Our study results indicate that somatic mutations in plasma cfDNA are potential diagnostic biomarkers for CRC and provide alternative biomarkers for monitoring the TMB of CRC. Compared with left-sided colon cancer, right-sided colon cancer harbors somatic mutations in more genes and pathways. This increased heterogeneity may underlie the poor prognosis of patients with right-sided colon cancer.

Acknowledgments

This work was supported in part by the National Key Sci-Tech Special Project of China (No. 2018ZX10302207).

Ethics Statement

This work was approved by the Ethics Committee of Tianjin Union Medical Center, the Affiliated Hospital of Nankai University, under reference number 2016B06 and was performed in accordance with the principles of the Declaration of Helsinki.
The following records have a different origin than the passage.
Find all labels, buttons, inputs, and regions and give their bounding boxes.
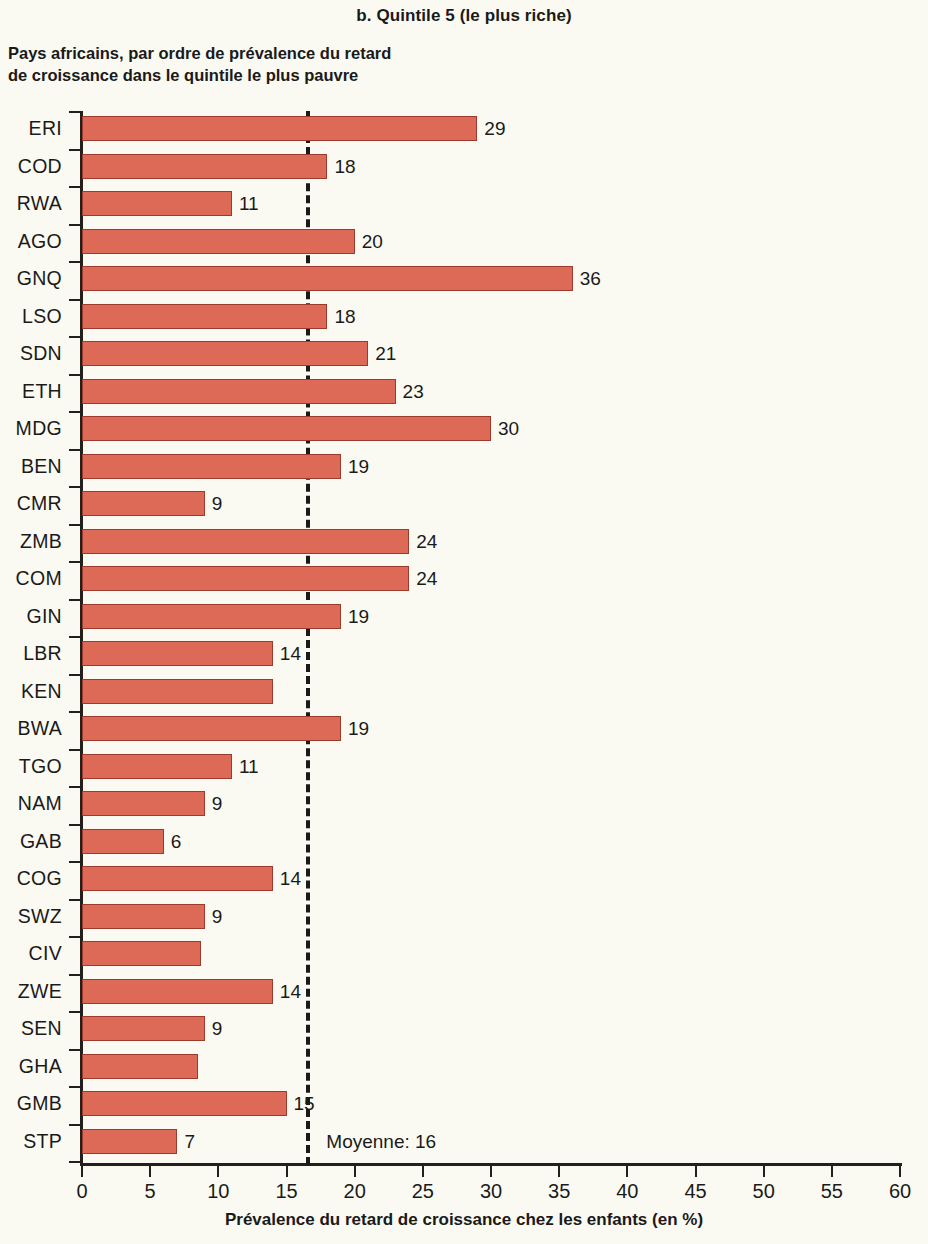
y-axis-tick [69,561,80,563]
x-axis-tick [217,1166,219,1177]
x-axis-tick [558,1166,560,1177]
category-label-sen: SEN [0,1017,62,1040]
bar-civ [82,941,201,966]
bar-cmr [82,491,205,516]
bar-nam [82,791,205,816]
x-axis-tick [286,1166,288,1177]
y-axis-tick [69,374,80,376]
bar-cod [82,154,327,179]
category-label-ken: KEN [0,680,62,703]
x-axis-tick [422,1166,424,1177]
y-axis-tick [69,1011,80,1013]
bar-value-com: 24 [416,568,437,590]
y-axis-tick [69,336,80,338]
category-label-eth: ETH [0,380,62,403]
y-axis-tick [69,486,80,488]
category-label-swz: SWZ [0,905,62,928]
category-label-tgo: TGO [0,755,62,778]
category-label-com: COM [0,567,62,590]
bar-sdn [82,341,368,366]
bar-value-ben: 19 [348,456,369,478]
bar-rwa [82,191,232,216]
category-label-bwa: BWA [0,717,62,740]
y-axis-tick [69,224,80,226]
y-axis-tick [69,299,80,301]
bar-zwe [82,979,273,1004]
y-axis-tick [69,599,80,601]
y-axis-tick [69,1086,80,1088]
x-axis-tick [763,1166,765,1177]
category-label-civ: CIV [0,942,62,965]
bar-value-ago: 20 [362,231,383,253]
bar-value-cod: 18 [334,156,355,178]
bar-value-cog: 14 [280,868,301,890]
y-axis-tick [69,1049,80,1051]
category-label-gin: GIN [0,605,62,628]
bar-value-zwe: 14 [280,981,301,1003]
bar-stp [82,1129,177,1154]
category-label-mdg: MDG [0,417,62,440]
bar-gin [82,604,341,629]
category-label-lbr: LBR [0,642,62,665]
bar-lso [82,304,327,329]
bar-chart: Moyenne: 16 051015202530354045505560ERI2… [0,0,928,1244]
bar-com [82,566,409,591]
x-axis-tick-label: 5 [120,1180,180,1203]
category-label-sdn: SDN [0,342,62,365]
x-axis-tick-label: 40 [597,1180,657,1203]
y-axis-tick [69,1161,80,1163]
y-axis-tick [69,186,80,188]
y-axis-tick [69,636,80,638]
bar-value-swz: 9 [212,906,223,928]
x-axis-tick-label: 25 [393,1180,453,1203]
x-axis-tick-label: 20 [325,1180,385,1203]
bar-swz [82,904,205,929]
bar-value-stp: 7 [184,1131,195,1153]
y-axis-tick [69,974,80,976]
category-label-ago: AGO [0,230,62,253]
bar-value-sen: 9 [212,1018,223,1040]
bar-value-cmr: 9 [212,493,223,515]
y-axis-tick [69,111,80,113]
category-label-eri: ERI [0,117,62,140]
average-annotation-label: Moyenne: 16 [326,1131,436,1153]
y-axis-tick [69,899,80,901]
category-label-stp: STP [0,1130,62,1153]
bar-value-eth: 23 [403,381,424,403]
y-axis-tick [69,749,80,751]
y-axis-tick [69,936,80,938]
x-axis-tick-label: 0 [52,1180,112,1203]
y-axis-tick [69,149,80,151]
category-label-ben: BEN [0,455,62,478]
category-label-cod: COD [0,155,62,178]
bar-value-zmb: 24 [416,531,437,553]
x-axis-title: Prévalence du retard de croissance chez … [0,1210,928,1230]
x-axis-tick-label: 50 [734,1180,794,1203]
x-axis-tick [831,1166,833,1177]
category-label-cmr: CMR [0,492,62,515]
x-axis-tick [490,1166,492,1177]
y-axis-tick [69,261,80,263]
bar-eth [82,379,396,404]
bar-bwa [82,716,341,741]
bar-zmb [82,529,409,554]
x-axis-tick [81,1166,83,1177]
bar-ben [82,454,341,479]
category-label-cog: COG [0,867,62,890]
y-axis-tick [69,674,80,676]
bar-value-eri: 29 [484,118,505,140]
bar-value-bwa: 19 [348,718,369,740]
y-axis-tick [69,1124,80,1126]
bar-value-gab: 6 [171,831,182,853]
bar-tgo [82,754,232,779]
bar-value-lbr: 14 [280,643,301,665]
x-axis-tick [149,1166,151,1177]
bar-value-rwa: 11 [239,193,259,215]
bar-gnq [82,266,573,291]
category-label-gab: GAB [0,830,62,853]
x-axis-tick-label: 45 [666,1180,726,1203]
x-axis-tick-label: 55 [802,1180,862,1203]
bar-gmb [82,1091,287,1116]
bar-value-lso: 18 [334,306,355,328]
x-axis-tick-label: 15 [257,1180,317,1203]
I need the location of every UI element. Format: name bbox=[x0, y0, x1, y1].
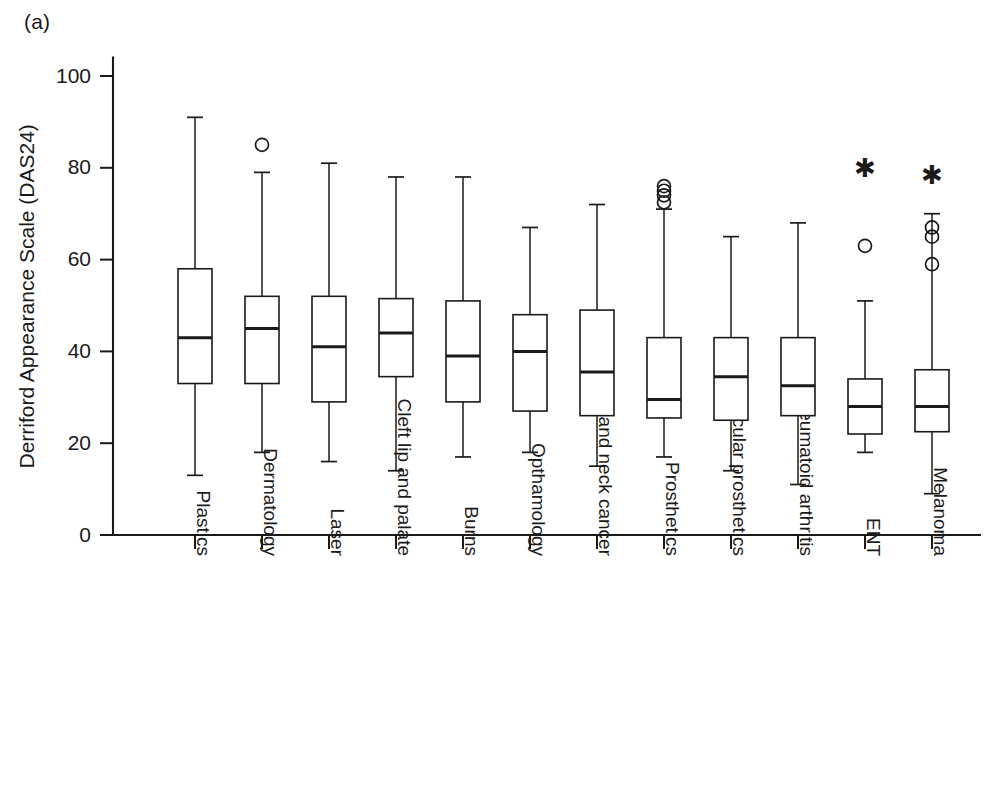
x-axis-tick-label: ENT bbox=[863, 518, 884, 556]
extreme-outlier-point: ✱ bbox=[854, 153, 876, 183]
y-axis-tick-label: 60 bbox=[68, 247, 91, 270]
extreme-outlier-point: ✱ bbox=[921, 160, 943, 190]
figure-root: (a) 020406080100Derriford Appearance Sca… bbox=[0, 0, 1004, 792]
y-axis-tick-label: 100 bbox=[56, 64, 91, 87]
box-iqr bbox=[312, 296, 346, 402]
x-axis-tick-label: Plastics bbox=[193, 491, 214, 556]
y-axis-tick-label: 0 bbox=[79, 523, 91, 546]
y-axis-tick-label: 80 bbox=[68, 155, 91, 178]
y-axis-title: Derriford Appearance Scale (DAS24) bbox=[15, 124, 38, 468]
box-iqr bbox=[647, 338, 681, 418]
x-axis-tick-label: Melanoma bbox=[930, 467, 951, 556]
box-iqr bbox=[580, 310, 614, 416]
y-axis-tick-label: 40 bbox=[68, 339, 91, 362]
x-axis-tick-label: Ocular prosthetics bbox=[729, 403, 750, 556]
x-axis-tick-label: Burns bbox=[461, 506, 482, 556]
box-iqr bbox=[178, 269, 212, 384]
x-axis-tick-label: Opthamology bbox=[528, 443, 549, 557]
box-iqr bbox=[915, 370, 949, 432]
y-axis-tick-label: 20 bbox=[68, 431, 91, 454]
boxplot-chart: 020406080100Derriford Appearance Scale (… bbox=[0, 0, 1004, 792]
x-axis-tick-label: Prosthetics bbox=[662, 462, 683, 556]
outlier-point bbox=[256, 138, 269, 151]
x-axis-tick-label: Dermatology bbox=[260, 448, 281, 556]
outlier-point bbox=[859, 239, 872, 252]
box-iqr bbox=[714, 338, 748, 421]
x-axis-tick-label: Laser bbox=[327, 508, 348, 556]
box-iqr bbox=[781, 338, 815, 416]
box-iqr bbox=[446, 301, 480, 402]
box-iqr bbox=[513, 315, 547, 411]
x-axis-tick-label: Cleft lip and palate bbox=[394, 399, 415, 556]
box-iqr bbox=[379, 299, 413, 377]
box-iqr bbox=[245, 296, 279, 383]
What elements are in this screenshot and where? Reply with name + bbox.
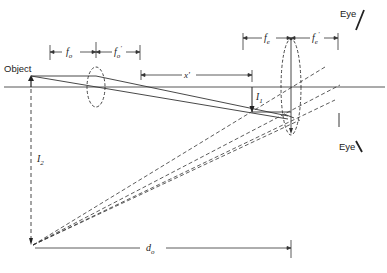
- d-o-dimension: [35, 240, 291, 258]
- eyepiece-lens: [281, 38, 301, 135]
- eyepiece-focal-dimensions: [243, 33, 338, 50]
- eye-position-marks: [339, 10, 364, 152]
- eye-bottom-label: Eye: [339, 141, 355, 152]
- I2-label: I2: [36, 153, 44, 167]
- x-prime-label: x': [183, 70, 191, 80]
- object-rays: [31, 76, 288, 119]
- objective-focal-dimensions: [50, 42, 140, 60]
- virtual-rays: [33, 67, 340, 245]
- f-o-prime-label: fo': [114, 44, 122, 60]
- I1-label: I1: [255, 92, 263, 105]
- d-o-label: do: [146, 242, 155, 256]
- f-e-label: fe: [264, 32, 270, 46]
- eye-top-label: Eye: [340, 8, 356, 19]
- object-label: Object: [4, 63, 32, 74]
- microscope-ray-diagram: Object fo fo' x' I1: [0, 0, 387, 273]
- f-e-prime-label: fe': [312, 30, 320, 46]
- virtual-image-I2: [29, 89, 33, 245]
- x-prime-dimension: [141, 70, 252, 82]
- f-o-label: fo: [66, 46, 73, 60]
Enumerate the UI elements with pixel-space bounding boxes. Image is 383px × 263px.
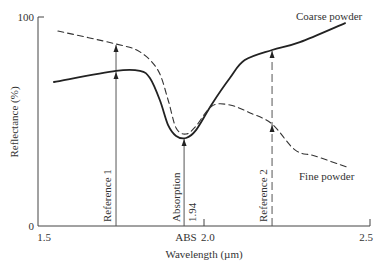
reference-2-arrowhead [270,51,275,58]
reference-1-arrowhead [114,45,119,52]
absorption-label: Absorption [170,172,182,222]
abs-axis-label: ABS [175,231,196,243]
y-axis-label: Reflectance (%) [8,86,21,157]
reflectance-chart: 1.52.02.50100 Wavelength (µm) Reflectanc… [0,0,383,263]
coarse-powder-label: Coarse powder [296,10,363,22]
reference-2-label: Reference 2 [257,169,269,222]
y-tick-label: 100 [18,11,35,23]
fine-powder-curve [58,31,347,167]
x-tick-label: 1.5 [37,231,51,243]
x-tick-label: 2.0 [201,231,215,243]
x-tick-label: 2.5 [359,231,373,243]
reference-1-label: Reference 1 [101,169,113,222]
reference-1-arrowhead [114,72,119,79]
absorption-wavelength-label: 1.94 [186,202,198,222]
y-tick-label: 0 [29,220,35,232]
x-axis-label: Wavelength (µm) [165,248,243,261]
fine-powder-label: Fine powder [299,170,355,182]
absorption-arrowhead [182,139,187,146]
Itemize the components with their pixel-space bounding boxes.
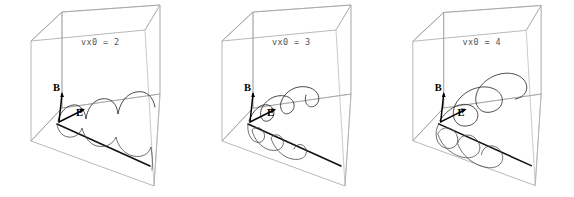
wireframe-box bbox=[222, 5, 351, 186]
panel-vx0-2: B E vx0 = 2 bbox=[0, 0, 191, 197]
b-arrow-head bbox=[251, 92, 255, 97]
e-field-label: E bbox=[76, 107, 83, 118]
trajectory-3d bbox=[440, 73, 527, 126]
panel-vx0-4: B E vx0 = 4 bbox=[382, 0, 573, 197]
e-field-label: E bbox=[267, 107, 274, 118]
b-arrow-head bbox=[60, 92, 64, 97]
b-field-label: B bbox=[244, 82, 251, 93]
field-vectors: B E bbox=[244, 82, 276, 122]
panel-caption: vx0 = 2 bbox=[81, 37, 120, 47]
b-field-label: B bbox=[435, 82, 442, 93]
field-vectors: B E bbox=[53, 82, 85, 122]
panel-caption: vx0 = 4 bbox=[463, 37, 501, 47]
b-arrow-head bbox=[442, 92, 446, 97]
panel-caption: vx0 = 3 bbox=[272, 37, 311, 47]
trajectory-floor-projection bbox=[248, 124, 307, 159]
wireframe-box bbox=[31, 5, 160, 186]
wireframe-box bbox=[413, 5, 541, 185]
drift-line bbox=[57, 124, 150, 166]
panel-vx0-3: B E vx0 = 3 bbox=[191, 0, 382, 197]
field-vectors: B E bbox=[435, 82, 467, 122]
e-field-label: E bbox=[458, 107, 465, 118]
trajectory-3d bbox=[249, 87, 319, 122]
b-field-label: B bbox=[53, 82, 60, 93]
figure-canvas: B E vx0 = 2 bbox=[0, 0, 574, 197]
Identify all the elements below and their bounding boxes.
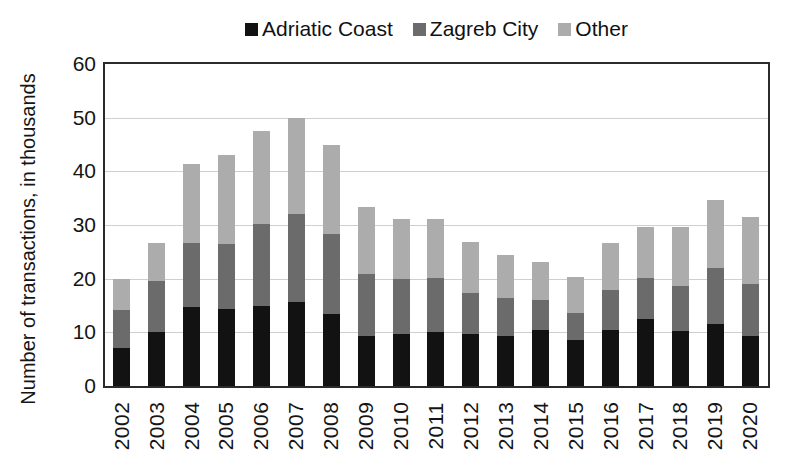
- bar-group-2010: [393, 219, 410, 386]
- bar-segment-other-2012: [462, 242, 479, 293]
- bar-segment-zagreb-city-2014: [532, 300, 549, 330]
- y-tick-label-30: 30: [28, 212, 96, 238]
- bar-group-2004: [183, 164, 200, 386]
- bar-segment-other-2010: [393, 219, 410, 279]
- bar-segment-zagreb-city-2013: [497, 298, 514, 336]
- bar-segment-other-2002: [113, 279, 130, 310]
- bar-group-2016: [602, 243, 619, 386]
- bar-group-2019: [707, 200, 724, 386]
- bar-segment-zagreb-city-2005: [218, 244, 235, 309]
- x-tick-label-2004: 2004: [181, 396, 203, 456]
- legend-item-1: Zagreb City: [413, 14, 539, 44]
- x-tick-label-2003: 2003: [146, 396, 168, 456]
- x-tick-label-2018: 2018: [669, 396, 691, 456]
- bar-group-2005: [218, 155, 235, 386]
- x-tick-label-2008: 2008: [320, 396, 342, 456]
- bar-segment-other-2015: [567, 277, 584, 312]
- bar-segment-other-2016: [602, 243, 619, 291]
- bar-segment-zagreb-city-2008: [323, 234, 340, 315]
- x-tick-label-2009: 2009: [355, 396, 377, 456]
- legend: Adriatic CoastZagreb CityOther: [103, 14, 770, 44]
- x-tick-label-2007: 2007: [285, 396, 307, 456]
- bar-group-2007: [288, 118, 305, 386]
- bar-segment-adriatic-coast-2005: [218, 309, 235, 386]
- bar-segment-zagreb-city-2004: [183, 243, 200, 306]
- bar-segment-zagreb-city-2003: [148, 281, 165, 332]
- bar-segment-other-2018: [672, 227, 689, 287]
- legend-label: Other: [575, 14, 628, 44]
- bar-segment-other-2013: [497, 255, 514, 298]
- bar-segment-zagreb-city-2012: [462, 293, 479, 334]
- bar-group-2017: [637, 227, 654, 386]
- bar-group-2014: [532, 262, 549, 386]
- legend-item-0: Adriatic Coast: [245, 14, 393, 44]
- bar-group-2011: [427, 219, 444, 386]
- legend-label: Zagreb City: [430, 14, 539, 44]
- legend-label: Adriatic Coast: [262, 14, 393, 44]
- bar-group-2015: [567, 277, 584, 386]
- bar-segment-zagreb-city-2010: [393, 279, 410, 335]
- bar-segment-zagreb-city-2016: [602, 290, 619, 329]
- bar-segment-adriatic-coast-2006: [253, 306, 270, 387]
- bar-group-2020: [742, 217, 759, 386]
- bar-segment-zagreb-city-2009: [358, 274, 375, 335]
- bar-segment-adriatic-coast-2011: [427, 332, 444, 386]
- bar-segment-zagreb-city-2006: [253, 224, 270, 306]
- stacked-bar-chart-figure: Adriatic CoastZagreb CityOther Number of…: [0, 0, 798, 476]
- gridline-40: [105, 171, 768, 172]
- x-tick-label-2012: 2012: [460, 396, 482, 456]
- x-tick-label-2005: 2005: [215, 396, 237, 456]
- x-tick-label-2002: 2002: [111, 396, 133, 456]
- bar-segment-adriatic-coast-2012: [462, 334, 479, 386]
- bar-segment-zagreb-city-2011: [427, 278, 444, 332]
- bar-segment-zagreb-city-2007: [288, 214, 305, 303]
- bar-segment-zagreb-city-2018: [672, 286, 689, 331]
- bar-segment-other-2014: [532, 262, 549, 301]
- bar-segment-other-2017: [637, 227, 654, 278]
- legend-swatch-icon: [558, 23, 571, 36]
- y-tick-label-50: 50: [28, 105, 96, 131]
- bar-segment-other-2006: [253, 131, 270, 224]
- bar-segment-adriatic-coast-2016: [602, 330, 619, 386]
- y-tick-label-40: 40: [28, 158, 96, 184]
- bar-segment-adriatic-coast-2007: [288, 302, 305, 386]
- bar-segment-zagreb-city-2017: [637, 278, 654, 319]
- bar-segment-adriatic-coast-2014: [532, 330, 549, 386]
- bar-group-2008: [323, 145, 340, 386]
- bar-segment-adriatic-coast-2004: [183, 307, 200, 386]
- y-tick-label-10: 10: [28, 319, 96, 345]
- x-tick-label-2016: 2016: [600, 396, 622, 456]
- bar-group-2009: [358, 207, 375, 386]
- bar-segment-adriatic-coast-2013: [497, 336, 514, 386]
- bar-segment-adriatic-coast-2020: [742, 336, 759, 386]
- bar-segment-other-2009: [358, 207, 375, 274]
- x-tick-label-2020: 2020: [739, 396, 761, 456]
- legend-swatch-icon: [245, 23, 258, 36]
- x-tick-label-2014: 2014: [530, 396, 552, 456]
- plot-area: [103, 62, 770, 388]
- y-tick-label-20: 20: [28, 266, 96, 292]
- bar-segment-other-2005: [218, 155, 235, 244]
- legend-item-2: Other: [558, 14, 628, 44]
- bar-segment-zagreb-city-2020: [742, 284, 759, 337]
- bar-segment-other-2019: [707, 200, 724, 268]
- bar-segment-adriatic-coast-2002: [113, 348, 130, 386]
- bar-group-2018: [672, 227, 689, 386]
- gridline-50: [105, 118, 768, 119]
- y-tick-label-60: 60: [28, 51, 96, 77]
- x-tick-label-2019: 2019: [704, 396, 726, 456]
- bar-group-2003: [148, 243, 165, 386]
- bar-segment-adriatic-coast-2019: [707, 324, 724, 386]
- bar-group-2013: [497, 255, 514, 386]
- bar-segment-other-2004: [183, 164, 200, 243]
- bar-segment-zagreb-city-2015: [567, 313, 584, 340]
- bar-group-2002: [113, 279, 130, 386]
- bar-segment-adriatic-coast-2015: [567, 340, 584, 386]
- bar-segment-other-2008: [323, 145, 340, 234]
- x-tick-label-2013: 2013: [495, 396, 517, 456]
- x-tick-label-2010: 2010: [390, 396, 412, 456]
- y-tick-label-0: 0: [28, 373, 96, 399]
- legend-swatch-icon: [413, 23, 426, 36]
- bar-segment-other-2020: [742, 217, 759, 284]
- bar-segment-other-2007: [288, 118, 305, 214]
All subjects gave written informed consent.

Author Contributions

All authors made substantial contributions to study conception and design or data acquisition, analysis and interpretation; participated in drafting the article or revising it critically for important intellectual content; gave final approval of the version to be published, agreed on the journal to which the article has submitted; and agree to be accountable for all aspects of the work.

Disclosure

The authors report no conflicts of interest in this work.